Part 3 — The End of Pretending
Claire paused when she saw me sitting there. Just a fraction of a second too long. That was how I knew she already felt the shift in the house, even if she didn’t know its shape yet.
“Everything okay?” she asked, placing her bag down.
I nodded once. “Sit down.”
Not a request. Not harsh. Just final enough that she obeyed without thinking.
She sat across from me, still calm, still performing normalcy. “You’re scaring me a little.”
“I know,” I said.
That confused her. “What does that mean?”
I slid her phone across the table.
Her eyes dropped to it. And for the first time that morning, something in her face changed—just slightly. Not panic. Not guilt. Recognition.
“You went through my phone,” she said quietly.
“I didn’t have to go far.”
Silence stretched between us. The fridge hummed. A car passed outside. Life continued, unaware.
“Mark,” she started, voice softening, “this isn’t what you think—”
I raised my hand. Not angrily. Just enough to stop the sentence from becoming a lie I would have to sit through twice.
“I read everything,” I said. “So let’s not waste time on versions you haven’t committed to yet.”
Her breathing changed. Still controlled, but thinner.
“It’s emotional,” she said carefully. “Nothing physical happened.”
That line almost made me laugh.
Almost.
“So you didn’t think it mattered,” I said. “Because you only broke half of us.”
Her eyes flickered. “You’re being dramatic.”
That word again. Like pain needed permission.
I leaned back slightly. “Do you love him?”
The question landed heavier than anything before it.
She didn’t answer immediately. That hesitation was the answer, even before words came.
“I don’t know,” she finally said. Honest. Dangerous. Late.
Something inside me went very still.
Not angry anymore.
Just done.
I nodded slowly. “That’s worse than no.”
“Mark—”
“I’m not going to fight for someone who isn’t standing in the same fight,” I interrupted. Calm. Steady. “I’m not going to compete with a conversation I was never included in.”
Her eyes filled now, but it didn’t feel like victory. It felt like consequence catching up.
“I didn’t want to hurt you,” she whispered.
I looked at her for a long moment. The woman I had built years around. The woman I had trusted with the quiet parts of myself.
“I believe you,” I said.
That made her cry harder.
But I was already standing.
Not storming out. Not breaking things. Just moving—like someone stepping out of a building they finally understood was on fire long before the smoke appeared.
At the door, I paused.
“I’m not angry anymore,” I said without turning back. “That’s the part that should worry you.”
And then I left the room she was still trying to explain herself inside.
Because some endings don’t happen loudly.
They happen when one person finally stops listening.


# Problem to work on
Read through the data below and state how many of its lines contain the word "number", adding nothing.

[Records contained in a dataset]

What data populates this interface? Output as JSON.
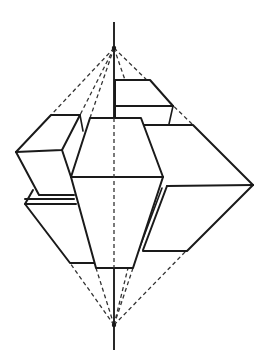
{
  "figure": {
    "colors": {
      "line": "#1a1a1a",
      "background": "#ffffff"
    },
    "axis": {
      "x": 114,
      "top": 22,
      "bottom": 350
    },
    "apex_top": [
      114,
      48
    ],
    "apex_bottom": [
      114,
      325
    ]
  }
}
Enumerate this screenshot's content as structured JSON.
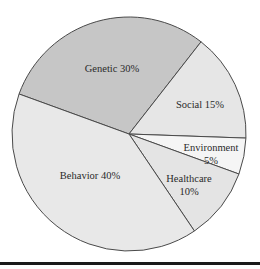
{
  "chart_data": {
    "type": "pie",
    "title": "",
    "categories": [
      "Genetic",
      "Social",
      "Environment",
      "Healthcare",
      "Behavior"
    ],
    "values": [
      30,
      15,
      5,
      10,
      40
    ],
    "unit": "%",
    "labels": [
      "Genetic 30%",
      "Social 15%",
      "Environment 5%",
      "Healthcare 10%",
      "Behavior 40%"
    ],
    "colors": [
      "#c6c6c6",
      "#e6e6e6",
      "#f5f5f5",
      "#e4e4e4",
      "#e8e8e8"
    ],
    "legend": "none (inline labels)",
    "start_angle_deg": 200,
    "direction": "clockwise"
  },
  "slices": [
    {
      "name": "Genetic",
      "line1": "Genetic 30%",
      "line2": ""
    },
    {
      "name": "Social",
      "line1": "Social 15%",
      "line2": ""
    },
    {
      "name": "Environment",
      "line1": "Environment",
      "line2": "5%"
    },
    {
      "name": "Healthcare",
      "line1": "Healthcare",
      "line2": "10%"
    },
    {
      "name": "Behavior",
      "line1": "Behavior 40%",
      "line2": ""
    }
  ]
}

...

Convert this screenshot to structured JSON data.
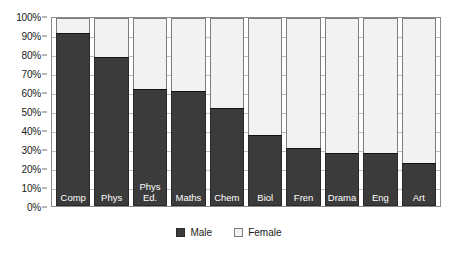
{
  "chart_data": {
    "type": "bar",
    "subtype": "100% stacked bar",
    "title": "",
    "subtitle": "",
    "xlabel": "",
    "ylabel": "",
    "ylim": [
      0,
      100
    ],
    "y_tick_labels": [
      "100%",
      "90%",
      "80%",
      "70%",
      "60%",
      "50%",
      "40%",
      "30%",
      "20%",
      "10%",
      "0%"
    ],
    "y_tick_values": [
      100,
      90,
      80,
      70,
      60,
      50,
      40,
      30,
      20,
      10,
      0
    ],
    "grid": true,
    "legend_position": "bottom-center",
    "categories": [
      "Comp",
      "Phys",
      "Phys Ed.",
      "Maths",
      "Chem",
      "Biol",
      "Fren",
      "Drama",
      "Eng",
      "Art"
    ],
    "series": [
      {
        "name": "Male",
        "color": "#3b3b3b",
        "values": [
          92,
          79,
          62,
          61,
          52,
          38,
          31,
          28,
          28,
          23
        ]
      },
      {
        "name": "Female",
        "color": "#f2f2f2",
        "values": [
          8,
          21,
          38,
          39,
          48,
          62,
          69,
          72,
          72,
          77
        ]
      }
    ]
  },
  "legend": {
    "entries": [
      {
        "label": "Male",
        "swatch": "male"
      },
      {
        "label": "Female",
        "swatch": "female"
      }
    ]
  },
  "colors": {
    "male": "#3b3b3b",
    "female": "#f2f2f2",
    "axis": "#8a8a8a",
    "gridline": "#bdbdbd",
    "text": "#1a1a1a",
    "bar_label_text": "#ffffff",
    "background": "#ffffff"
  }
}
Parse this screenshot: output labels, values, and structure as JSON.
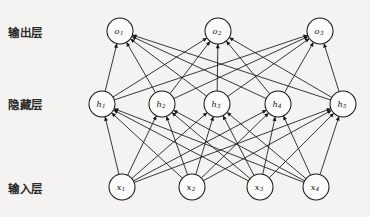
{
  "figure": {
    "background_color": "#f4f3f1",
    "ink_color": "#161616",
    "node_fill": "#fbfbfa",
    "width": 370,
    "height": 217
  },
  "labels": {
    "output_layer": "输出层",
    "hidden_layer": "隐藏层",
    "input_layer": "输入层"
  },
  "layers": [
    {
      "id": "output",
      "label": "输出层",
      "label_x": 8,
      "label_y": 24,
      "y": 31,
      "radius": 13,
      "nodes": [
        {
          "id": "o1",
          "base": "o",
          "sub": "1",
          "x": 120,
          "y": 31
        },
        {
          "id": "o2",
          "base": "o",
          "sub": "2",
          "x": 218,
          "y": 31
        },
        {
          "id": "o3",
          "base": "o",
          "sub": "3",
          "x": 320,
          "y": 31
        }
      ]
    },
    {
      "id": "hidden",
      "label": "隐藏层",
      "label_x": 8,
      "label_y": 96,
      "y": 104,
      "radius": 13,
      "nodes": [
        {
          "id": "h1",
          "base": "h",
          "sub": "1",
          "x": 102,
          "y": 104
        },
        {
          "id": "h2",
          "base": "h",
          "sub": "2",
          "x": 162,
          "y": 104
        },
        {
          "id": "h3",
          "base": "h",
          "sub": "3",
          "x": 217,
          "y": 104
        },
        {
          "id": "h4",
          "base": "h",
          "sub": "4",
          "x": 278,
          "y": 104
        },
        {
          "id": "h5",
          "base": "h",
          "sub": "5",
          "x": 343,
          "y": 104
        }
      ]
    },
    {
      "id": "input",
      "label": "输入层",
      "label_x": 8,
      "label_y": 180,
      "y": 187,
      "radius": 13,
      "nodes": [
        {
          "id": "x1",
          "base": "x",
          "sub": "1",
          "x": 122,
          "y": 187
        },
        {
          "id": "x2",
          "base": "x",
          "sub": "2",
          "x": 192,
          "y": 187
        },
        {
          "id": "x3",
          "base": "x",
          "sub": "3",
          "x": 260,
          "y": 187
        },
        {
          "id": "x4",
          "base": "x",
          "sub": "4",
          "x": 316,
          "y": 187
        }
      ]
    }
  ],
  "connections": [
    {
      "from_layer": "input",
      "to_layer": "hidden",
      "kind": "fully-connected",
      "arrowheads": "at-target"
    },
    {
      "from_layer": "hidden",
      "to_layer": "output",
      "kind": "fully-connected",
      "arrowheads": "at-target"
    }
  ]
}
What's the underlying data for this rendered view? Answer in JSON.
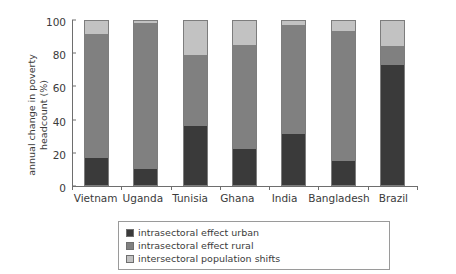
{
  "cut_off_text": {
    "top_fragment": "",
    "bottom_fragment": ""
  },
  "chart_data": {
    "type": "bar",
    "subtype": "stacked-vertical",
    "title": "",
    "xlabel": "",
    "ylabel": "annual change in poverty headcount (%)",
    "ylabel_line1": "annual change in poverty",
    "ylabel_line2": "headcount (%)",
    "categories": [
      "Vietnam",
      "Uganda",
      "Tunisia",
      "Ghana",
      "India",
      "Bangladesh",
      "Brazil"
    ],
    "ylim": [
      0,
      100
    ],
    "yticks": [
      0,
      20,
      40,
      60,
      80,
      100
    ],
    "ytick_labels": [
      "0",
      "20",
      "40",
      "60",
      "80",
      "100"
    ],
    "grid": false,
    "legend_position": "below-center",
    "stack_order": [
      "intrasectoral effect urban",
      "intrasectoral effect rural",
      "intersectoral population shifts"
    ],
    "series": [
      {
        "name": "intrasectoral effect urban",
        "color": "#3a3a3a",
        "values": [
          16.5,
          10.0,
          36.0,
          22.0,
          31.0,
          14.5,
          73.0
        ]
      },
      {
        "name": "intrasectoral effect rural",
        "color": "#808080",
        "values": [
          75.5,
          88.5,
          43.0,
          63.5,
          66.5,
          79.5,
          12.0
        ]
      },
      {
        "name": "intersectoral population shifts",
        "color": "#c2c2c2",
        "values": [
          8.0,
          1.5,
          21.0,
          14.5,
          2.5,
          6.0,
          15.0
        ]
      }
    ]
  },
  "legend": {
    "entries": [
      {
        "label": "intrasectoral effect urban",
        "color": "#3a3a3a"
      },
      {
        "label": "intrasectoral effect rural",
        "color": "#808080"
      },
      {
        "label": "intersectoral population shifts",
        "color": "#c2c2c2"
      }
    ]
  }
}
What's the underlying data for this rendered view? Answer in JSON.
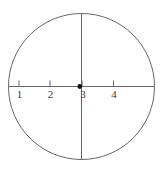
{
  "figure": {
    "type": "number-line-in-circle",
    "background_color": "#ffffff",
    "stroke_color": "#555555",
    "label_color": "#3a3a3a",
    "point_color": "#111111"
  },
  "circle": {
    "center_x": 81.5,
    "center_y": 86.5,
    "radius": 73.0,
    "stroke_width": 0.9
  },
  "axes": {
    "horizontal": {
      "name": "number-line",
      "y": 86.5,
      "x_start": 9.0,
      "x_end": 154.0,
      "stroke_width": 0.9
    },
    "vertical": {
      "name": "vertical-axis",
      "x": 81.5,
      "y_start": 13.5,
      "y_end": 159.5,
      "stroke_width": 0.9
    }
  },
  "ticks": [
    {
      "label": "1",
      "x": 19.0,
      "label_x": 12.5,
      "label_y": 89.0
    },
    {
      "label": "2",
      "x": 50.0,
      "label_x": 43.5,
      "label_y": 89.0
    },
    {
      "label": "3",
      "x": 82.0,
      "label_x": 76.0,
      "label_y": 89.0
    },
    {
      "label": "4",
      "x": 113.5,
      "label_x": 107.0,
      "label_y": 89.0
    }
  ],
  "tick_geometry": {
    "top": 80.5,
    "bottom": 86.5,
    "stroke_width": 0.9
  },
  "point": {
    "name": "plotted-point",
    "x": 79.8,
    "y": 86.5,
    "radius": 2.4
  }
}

# Result for this exercise
2